This ichthyosaur died after devouring a creature nearly as long as itself

The feat surprised scientists who expected the marine reptile to gulp prey like fish and squid

ichthyosaur fossil

An ancient, dolphinlike reptile called an ichthyosaur may have died from overeating. A bulge in the belly of this fossilized creature (pictured) contains the remains of a reptile called a thalattosaur, which was nearly as long as the ichthyosaur itself.

Ryosuke Motani

For its last meal, an ancient marine reptile called an ichthyosaur may have bitten off more than it could chew.

The dolphinlike creature was nearly 5 meters long, about the length of a canoe. And its belly contained the remains of a lizardlike reptile called a thalattosaur that was almost as long: 4 meters. This is the longest known prey of a marine reptile from the dinosaur age, and may be the oldest direct evidence of a marine reptile eating an animal larger than a human, researchers report August 20 in iScience. In fact, this particular thalattosaur may have been such a big meal that the ichthyosaur died after stomaching it.

The ichthyosaur’s blunt teeth suggest it should have favored small, soft prey like cephalopods (SN: 10/3/17). “Now we have really solid evidence saying these [blunt] teeth can be used to eat something big,” says Ryosuke Motani, a paleobiologist at the University of California, Davis. “That means the other species with similar teeth we discounted before … may be megapredators too.”

Motani and colleagues examined the nearly complete skeleton of an adult ichthyosaur that was unearthed in southwestern China in 2010. The reptile, from the genus Guizhouichthyosaurus, lived during the Triassic Period about 240 million years ago. Upon closer inspection of a big lump of bones in the creature’s belly, Motani’s team discovered that the last thing the ichthyosaur ate was the body of a thalattosaur, sans head and tail. The thalattosaur remains show little evidence of being degraded by stomach acid, suggesting the ichthyosaur died shortly after its enormous meal.

These fossils provide “pretty good evidence that the bigger animal ate the smaller one,” says vertebrate paleontologist Steve Brusatte of the University of Edinburgh, who was not involved in the study. “If this really is the case, it’s quite stunning,” because the predator was not much larger than its prey — at least in terms of length. The ichthyosaur is thought to have been roughly seven times more massive than the whip-thin thalattosaur.

ichthyosaur illustration
A 5-meter-long ichthyosaur chowed down on the body of a 4-meter-long thalattosaur, minus the prey’s head and tail, as seen in this illustration. The previous record-holder for longest prey of a dinosaur-age marine reptile was a mereD.-Y. Jiang et al/iScience 2020

The researchers believe the ichthyosaur most likely hunted, rather than scavenged, its meal. For one thing, it would have been unusual to come across a whole dead animal that no other predator had gobbled up, and the ichthyosaur would have had to shovel down the huge meal on the seafloor — tough for an air-breathing creature.

Plus, the thalattosaur’s limbs were still at least partially attached to its body, while its tail was uncovered about 20 meters away. Studies of how bodies decompose underwater suggest that if the thalattosaur was a carcass when the ichthyosaur found it, the prey’s limbs would have rotted off before its tail, the authors argue. 

Motani suspects that killing and eating the thalattosaur may have spelled the ichthyosaur’s demise. The ichthyosaur’s fossilized body and head, while well preserved, are detached from one another, hinting that the animal may have died of a broken neck. The ichthyosaur could have injured its neck while holding the thalattosaur in its jaws and thrashing its head, which is how crocodiles and killer whales rip up their food without particularly sharp teeth.

The ichthyosaur also could have hurt itself while swallowing such large prey. “This is not a snake that’s adapted to swallow something really big, so it has to swallow just like dolphins and crocodiles do,” Motani says. That means swimming against its prey to shove the food down its throat, or sticking its head above water and using gravity to gulp the meal down. “It could easily damage its neck doing this.”

Previously the staff writer for physical sciences at Science News, Maria Temming is the assistant managing editor at Science News Explores. She has bachelor's degrees in physics and English, and a master's in science writing.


- Your goal -
Go through the records and filter out every line lacking the word "supply"; copy the lines that remain.

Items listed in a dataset
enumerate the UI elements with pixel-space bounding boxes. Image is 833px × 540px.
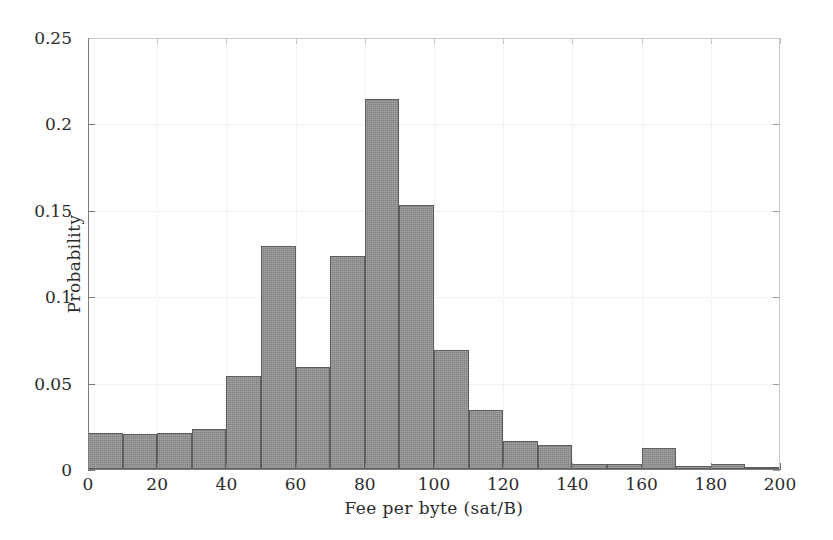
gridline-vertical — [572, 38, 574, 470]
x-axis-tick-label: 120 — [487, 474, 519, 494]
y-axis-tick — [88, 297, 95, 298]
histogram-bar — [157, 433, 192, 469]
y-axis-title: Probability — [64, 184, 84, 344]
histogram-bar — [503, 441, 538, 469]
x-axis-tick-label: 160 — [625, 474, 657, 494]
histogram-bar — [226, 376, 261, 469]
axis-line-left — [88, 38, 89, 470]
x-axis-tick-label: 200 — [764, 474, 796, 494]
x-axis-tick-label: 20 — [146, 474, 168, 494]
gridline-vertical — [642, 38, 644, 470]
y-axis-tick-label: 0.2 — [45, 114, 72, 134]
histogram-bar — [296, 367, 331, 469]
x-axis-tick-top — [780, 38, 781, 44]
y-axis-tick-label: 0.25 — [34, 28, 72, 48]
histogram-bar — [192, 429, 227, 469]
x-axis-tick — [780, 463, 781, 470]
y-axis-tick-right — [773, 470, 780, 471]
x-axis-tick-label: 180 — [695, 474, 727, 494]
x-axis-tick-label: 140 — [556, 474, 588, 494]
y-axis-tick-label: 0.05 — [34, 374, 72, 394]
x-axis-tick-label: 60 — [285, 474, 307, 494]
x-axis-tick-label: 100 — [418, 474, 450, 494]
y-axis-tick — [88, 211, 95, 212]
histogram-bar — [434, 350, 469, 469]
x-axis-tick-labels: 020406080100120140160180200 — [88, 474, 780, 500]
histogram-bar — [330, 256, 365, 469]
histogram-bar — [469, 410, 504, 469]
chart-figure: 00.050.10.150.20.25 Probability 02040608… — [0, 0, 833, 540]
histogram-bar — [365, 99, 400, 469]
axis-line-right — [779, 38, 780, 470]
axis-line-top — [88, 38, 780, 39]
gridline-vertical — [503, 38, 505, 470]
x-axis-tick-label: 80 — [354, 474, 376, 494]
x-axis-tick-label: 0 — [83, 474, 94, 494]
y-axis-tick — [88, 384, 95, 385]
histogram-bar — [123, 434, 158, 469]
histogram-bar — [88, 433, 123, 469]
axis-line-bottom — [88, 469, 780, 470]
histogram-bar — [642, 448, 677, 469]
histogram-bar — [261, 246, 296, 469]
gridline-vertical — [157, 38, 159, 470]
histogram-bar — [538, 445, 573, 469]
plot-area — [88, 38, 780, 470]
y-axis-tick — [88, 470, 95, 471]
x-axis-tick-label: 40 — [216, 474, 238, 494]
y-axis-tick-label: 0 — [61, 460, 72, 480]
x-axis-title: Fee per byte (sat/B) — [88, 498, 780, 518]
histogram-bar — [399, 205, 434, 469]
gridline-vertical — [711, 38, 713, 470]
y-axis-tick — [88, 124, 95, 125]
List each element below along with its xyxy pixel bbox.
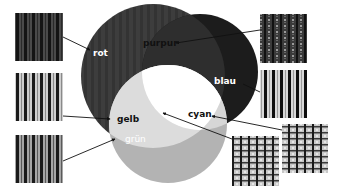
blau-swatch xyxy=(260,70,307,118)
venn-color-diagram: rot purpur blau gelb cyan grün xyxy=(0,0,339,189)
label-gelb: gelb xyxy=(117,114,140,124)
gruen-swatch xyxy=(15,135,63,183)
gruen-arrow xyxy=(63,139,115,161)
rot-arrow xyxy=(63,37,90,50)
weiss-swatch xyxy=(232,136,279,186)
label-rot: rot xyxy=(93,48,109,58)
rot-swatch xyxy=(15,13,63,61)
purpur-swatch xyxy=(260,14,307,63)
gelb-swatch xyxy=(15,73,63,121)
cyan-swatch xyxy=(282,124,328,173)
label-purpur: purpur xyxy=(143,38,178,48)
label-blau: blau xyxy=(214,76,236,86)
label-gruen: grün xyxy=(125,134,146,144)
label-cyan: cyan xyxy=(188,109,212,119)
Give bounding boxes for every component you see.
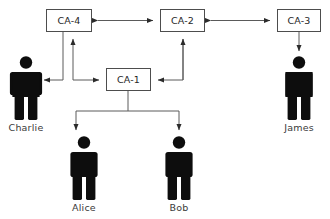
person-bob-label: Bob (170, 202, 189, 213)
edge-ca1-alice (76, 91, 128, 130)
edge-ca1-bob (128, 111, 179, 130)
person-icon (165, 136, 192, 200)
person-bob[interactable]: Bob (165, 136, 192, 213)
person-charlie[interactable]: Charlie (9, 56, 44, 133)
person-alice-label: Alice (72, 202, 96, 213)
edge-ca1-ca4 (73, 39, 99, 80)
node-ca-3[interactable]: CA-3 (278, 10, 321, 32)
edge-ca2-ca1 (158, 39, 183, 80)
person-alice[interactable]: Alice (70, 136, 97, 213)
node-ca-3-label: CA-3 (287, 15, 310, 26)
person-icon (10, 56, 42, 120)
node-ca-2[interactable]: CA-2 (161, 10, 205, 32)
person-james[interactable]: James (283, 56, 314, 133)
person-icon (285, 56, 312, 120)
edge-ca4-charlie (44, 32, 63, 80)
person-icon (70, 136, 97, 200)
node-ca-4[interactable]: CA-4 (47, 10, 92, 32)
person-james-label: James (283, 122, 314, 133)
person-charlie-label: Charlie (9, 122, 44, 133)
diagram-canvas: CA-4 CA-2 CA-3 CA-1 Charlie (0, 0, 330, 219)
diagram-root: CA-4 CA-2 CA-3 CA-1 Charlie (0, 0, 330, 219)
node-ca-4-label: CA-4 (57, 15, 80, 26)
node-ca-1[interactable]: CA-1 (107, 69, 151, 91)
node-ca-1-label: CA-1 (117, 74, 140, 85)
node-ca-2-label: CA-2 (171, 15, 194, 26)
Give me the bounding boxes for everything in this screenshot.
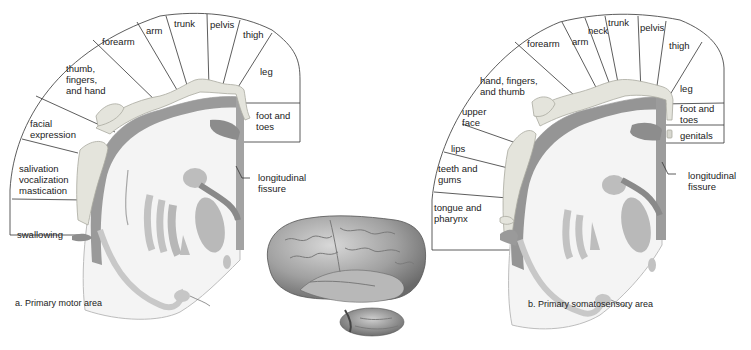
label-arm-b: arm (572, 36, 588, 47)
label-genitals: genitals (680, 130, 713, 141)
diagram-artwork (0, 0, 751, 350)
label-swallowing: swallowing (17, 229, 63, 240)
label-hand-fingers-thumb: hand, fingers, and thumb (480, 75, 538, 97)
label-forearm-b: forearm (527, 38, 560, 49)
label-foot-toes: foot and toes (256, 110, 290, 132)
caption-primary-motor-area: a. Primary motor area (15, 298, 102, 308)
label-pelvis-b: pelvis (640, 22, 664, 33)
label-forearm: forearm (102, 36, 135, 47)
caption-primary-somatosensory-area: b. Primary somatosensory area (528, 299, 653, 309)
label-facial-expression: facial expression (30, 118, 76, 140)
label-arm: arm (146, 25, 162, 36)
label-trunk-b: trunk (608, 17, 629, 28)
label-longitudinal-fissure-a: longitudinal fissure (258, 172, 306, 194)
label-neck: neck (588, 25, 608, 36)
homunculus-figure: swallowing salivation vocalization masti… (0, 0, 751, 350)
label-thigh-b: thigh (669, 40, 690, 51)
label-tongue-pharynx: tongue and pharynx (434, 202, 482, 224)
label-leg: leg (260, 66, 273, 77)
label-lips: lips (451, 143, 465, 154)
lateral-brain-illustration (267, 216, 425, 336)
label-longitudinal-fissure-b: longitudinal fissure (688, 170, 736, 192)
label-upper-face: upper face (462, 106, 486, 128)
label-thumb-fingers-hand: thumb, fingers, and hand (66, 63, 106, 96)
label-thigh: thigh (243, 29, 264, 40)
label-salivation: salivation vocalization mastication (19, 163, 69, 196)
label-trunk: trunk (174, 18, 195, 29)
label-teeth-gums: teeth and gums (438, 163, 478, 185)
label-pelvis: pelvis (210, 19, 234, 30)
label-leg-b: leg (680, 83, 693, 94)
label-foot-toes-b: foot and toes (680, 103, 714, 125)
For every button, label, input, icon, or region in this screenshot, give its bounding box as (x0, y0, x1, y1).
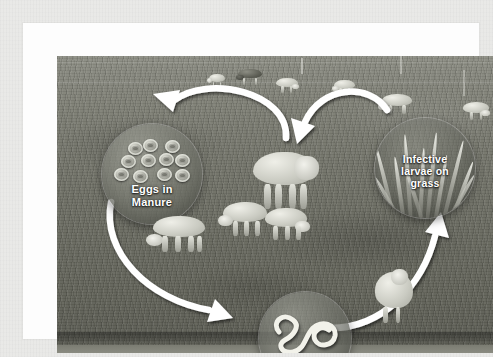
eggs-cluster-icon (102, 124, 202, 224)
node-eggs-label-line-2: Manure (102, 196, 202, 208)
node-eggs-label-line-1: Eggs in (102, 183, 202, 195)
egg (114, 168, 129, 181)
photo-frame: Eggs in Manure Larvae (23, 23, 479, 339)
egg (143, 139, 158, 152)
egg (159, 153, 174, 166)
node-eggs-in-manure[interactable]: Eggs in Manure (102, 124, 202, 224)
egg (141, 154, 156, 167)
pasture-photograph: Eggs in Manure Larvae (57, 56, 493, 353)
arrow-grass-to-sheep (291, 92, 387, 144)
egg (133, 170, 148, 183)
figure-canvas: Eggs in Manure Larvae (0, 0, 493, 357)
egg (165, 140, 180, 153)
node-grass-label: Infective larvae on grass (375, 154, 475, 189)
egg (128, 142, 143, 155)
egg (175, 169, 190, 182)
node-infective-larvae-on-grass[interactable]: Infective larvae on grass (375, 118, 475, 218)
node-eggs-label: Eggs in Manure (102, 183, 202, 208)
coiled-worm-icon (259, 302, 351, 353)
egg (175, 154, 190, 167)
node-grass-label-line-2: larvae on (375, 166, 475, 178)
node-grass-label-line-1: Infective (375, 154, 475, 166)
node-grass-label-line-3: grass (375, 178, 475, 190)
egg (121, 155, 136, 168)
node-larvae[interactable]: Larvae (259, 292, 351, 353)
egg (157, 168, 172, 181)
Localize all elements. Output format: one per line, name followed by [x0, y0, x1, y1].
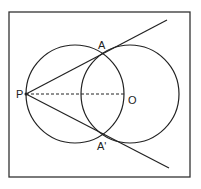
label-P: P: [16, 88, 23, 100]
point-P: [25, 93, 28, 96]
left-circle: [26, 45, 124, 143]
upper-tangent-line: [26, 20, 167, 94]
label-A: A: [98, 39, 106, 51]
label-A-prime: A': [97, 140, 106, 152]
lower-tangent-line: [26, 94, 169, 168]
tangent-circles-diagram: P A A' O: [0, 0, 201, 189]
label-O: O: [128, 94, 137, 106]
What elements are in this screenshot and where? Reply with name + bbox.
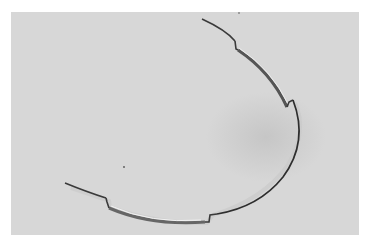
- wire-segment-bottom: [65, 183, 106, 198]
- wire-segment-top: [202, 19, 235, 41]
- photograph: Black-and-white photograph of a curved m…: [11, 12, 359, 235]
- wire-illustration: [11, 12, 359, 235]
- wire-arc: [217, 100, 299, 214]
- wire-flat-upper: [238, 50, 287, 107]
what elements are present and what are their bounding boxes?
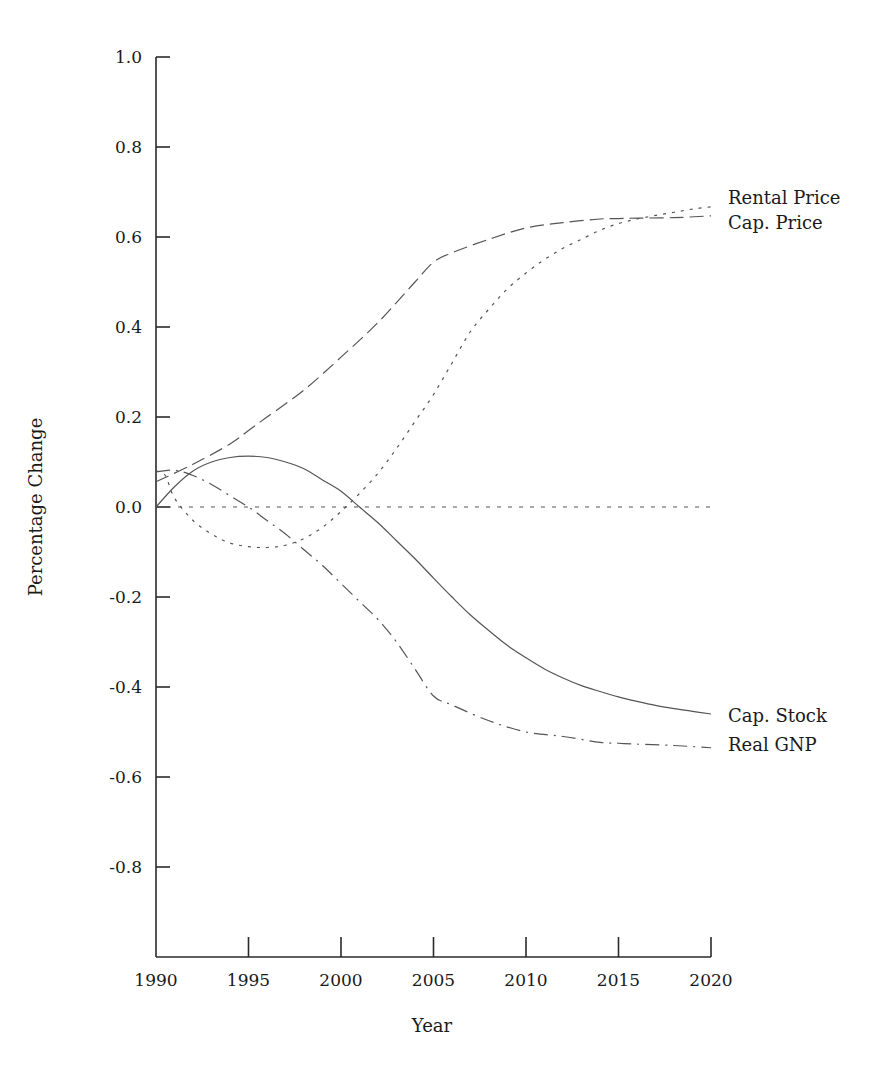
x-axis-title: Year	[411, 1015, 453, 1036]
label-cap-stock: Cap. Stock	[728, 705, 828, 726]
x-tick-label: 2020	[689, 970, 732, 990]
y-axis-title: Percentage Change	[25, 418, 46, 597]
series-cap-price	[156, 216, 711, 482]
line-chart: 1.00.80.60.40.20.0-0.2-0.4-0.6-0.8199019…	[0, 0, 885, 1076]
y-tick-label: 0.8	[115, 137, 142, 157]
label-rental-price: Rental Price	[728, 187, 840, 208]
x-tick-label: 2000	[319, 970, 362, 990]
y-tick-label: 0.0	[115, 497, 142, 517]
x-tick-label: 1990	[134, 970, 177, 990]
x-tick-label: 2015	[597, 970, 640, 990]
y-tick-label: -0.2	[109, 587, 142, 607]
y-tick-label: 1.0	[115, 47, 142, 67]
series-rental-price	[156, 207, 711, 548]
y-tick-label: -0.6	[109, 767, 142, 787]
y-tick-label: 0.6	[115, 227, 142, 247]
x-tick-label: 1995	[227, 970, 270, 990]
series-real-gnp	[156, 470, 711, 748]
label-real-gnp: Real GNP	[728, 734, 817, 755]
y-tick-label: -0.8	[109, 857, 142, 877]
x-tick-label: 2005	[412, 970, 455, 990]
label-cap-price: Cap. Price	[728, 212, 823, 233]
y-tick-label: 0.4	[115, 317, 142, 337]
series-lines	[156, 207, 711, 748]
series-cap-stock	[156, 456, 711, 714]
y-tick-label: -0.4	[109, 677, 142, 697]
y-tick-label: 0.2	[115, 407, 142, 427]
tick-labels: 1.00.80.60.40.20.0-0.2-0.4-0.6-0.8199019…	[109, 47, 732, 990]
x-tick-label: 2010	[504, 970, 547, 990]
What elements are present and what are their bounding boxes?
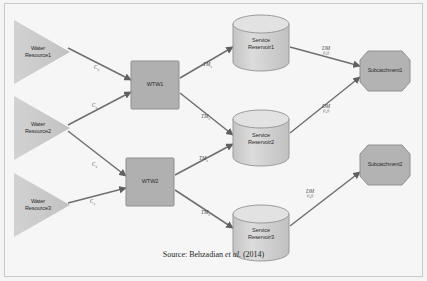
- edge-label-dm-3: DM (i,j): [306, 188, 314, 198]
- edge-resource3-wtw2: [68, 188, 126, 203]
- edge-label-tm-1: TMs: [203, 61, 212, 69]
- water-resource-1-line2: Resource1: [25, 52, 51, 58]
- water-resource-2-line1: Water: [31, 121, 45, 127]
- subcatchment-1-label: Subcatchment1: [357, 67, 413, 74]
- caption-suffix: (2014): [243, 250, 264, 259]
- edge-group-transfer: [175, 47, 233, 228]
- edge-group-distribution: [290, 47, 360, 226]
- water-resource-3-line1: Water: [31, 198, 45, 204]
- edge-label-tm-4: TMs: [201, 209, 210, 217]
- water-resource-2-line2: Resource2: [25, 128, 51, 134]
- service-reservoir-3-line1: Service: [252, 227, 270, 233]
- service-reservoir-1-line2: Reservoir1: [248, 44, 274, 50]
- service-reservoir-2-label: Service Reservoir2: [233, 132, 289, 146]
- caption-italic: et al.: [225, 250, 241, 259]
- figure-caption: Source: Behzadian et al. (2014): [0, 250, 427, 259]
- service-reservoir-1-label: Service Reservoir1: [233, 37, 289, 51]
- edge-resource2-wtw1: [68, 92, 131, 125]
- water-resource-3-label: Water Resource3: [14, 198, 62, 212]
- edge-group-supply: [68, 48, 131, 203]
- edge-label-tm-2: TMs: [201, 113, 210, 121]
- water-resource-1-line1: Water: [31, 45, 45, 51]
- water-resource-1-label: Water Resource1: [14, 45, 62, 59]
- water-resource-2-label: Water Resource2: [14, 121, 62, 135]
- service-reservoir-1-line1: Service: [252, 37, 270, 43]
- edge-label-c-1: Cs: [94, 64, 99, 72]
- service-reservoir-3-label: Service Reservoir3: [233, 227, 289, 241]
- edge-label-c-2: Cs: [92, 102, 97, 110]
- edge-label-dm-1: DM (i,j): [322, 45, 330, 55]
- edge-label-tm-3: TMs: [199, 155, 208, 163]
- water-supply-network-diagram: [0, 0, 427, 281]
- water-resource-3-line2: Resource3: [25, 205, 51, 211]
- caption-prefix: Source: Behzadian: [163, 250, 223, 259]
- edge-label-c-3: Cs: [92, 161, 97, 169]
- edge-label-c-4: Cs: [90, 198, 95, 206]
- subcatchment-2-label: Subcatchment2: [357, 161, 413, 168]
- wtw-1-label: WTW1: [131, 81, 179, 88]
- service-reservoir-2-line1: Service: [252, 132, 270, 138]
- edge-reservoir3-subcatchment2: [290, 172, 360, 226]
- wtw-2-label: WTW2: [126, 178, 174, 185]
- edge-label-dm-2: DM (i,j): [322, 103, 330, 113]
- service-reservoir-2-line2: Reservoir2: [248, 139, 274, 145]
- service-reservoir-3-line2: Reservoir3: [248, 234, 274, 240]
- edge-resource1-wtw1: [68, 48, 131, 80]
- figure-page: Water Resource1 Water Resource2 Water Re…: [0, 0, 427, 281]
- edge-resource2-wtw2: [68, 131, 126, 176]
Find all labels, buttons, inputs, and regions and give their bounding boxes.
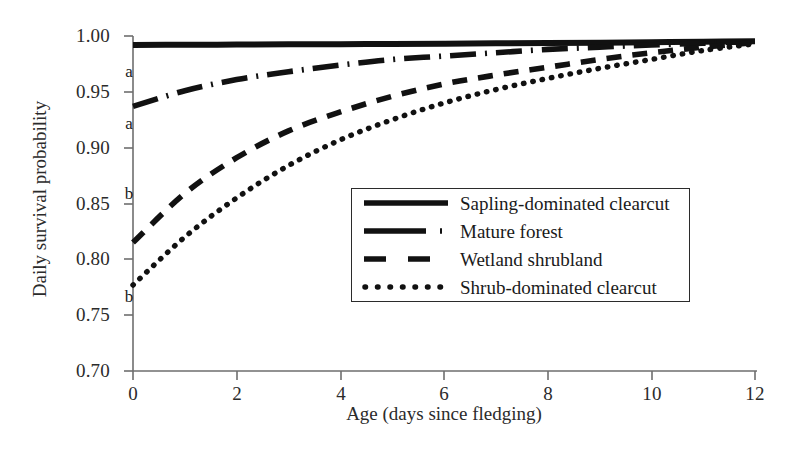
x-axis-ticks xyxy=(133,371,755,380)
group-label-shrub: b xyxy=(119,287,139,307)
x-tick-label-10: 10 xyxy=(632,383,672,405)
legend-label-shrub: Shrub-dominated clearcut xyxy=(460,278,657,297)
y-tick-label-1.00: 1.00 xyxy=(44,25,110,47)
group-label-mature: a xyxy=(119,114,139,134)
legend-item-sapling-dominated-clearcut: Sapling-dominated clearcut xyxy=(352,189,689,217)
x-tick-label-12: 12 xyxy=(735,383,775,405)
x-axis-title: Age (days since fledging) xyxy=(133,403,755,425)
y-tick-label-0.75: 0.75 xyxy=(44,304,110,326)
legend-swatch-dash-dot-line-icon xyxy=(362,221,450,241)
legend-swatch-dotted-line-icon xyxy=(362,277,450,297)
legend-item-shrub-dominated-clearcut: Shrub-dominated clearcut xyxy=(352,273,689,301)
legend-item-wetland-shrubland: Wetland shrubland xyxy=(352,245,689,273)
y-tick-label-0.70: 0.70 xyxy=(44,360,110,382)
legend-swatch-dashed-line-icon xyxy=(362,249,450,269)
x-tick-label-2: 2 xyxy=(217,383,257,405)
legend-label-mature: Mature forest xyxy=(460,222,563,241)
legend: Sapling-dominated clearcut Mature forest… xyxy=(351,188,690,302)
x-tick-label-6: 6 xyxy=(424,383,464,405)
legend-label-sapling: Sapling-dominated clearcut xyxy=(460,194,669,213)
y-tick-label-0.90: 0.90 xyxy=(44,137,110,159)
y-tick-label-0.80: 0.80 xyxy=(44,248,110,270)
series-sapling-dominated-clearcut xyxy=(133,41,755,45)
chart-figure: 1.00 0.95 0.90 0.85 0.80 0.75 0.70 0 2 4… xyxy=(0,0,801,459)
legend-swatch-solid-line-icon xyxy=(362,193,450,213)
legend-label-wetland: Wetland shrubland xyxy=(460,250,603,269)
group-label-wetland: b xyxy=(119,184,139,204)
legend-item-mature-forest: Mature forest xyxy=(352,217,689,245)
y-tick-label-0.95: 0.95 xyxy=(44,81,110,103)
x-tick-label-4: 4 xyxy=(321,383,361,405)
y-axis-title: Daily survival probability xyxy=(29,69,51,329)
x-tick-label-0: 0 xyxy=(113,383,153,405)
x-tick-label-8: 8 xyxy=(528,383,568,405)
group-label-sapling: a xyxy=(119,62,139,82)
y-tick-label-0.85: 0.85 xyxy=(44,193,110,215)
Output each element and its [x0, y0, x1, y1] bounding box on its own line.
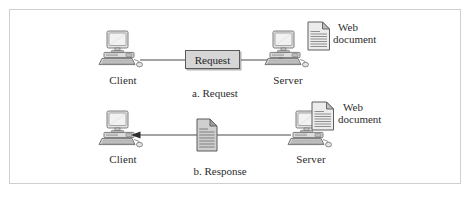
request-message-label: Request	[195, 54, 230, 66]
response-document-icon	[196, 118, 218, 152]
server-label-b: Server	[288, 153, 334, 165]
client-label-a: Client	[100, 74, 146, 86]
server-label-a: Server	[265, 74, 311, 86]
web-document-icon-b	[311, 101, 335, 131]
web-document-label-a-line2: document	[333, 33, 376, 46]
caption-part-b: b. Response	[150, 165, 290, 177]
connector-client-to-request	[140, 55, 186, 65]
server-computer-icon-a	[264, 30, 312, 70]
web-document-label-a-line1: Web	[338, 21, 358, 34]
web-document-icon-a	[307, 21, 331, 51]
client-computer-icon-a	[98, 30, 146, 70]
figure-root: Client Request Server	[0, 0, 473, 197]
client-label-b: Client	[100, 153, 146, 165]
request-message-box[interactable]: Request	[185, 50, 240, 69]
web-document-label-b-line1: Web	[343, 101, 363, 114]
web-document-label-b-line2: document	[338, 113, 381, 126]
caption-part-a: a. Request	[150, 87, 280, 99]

- Reply to the task -
- edge-group-supply: [68, 48, 131, 203]
- water-supply-network-diagram: [0, 0, 427, 281]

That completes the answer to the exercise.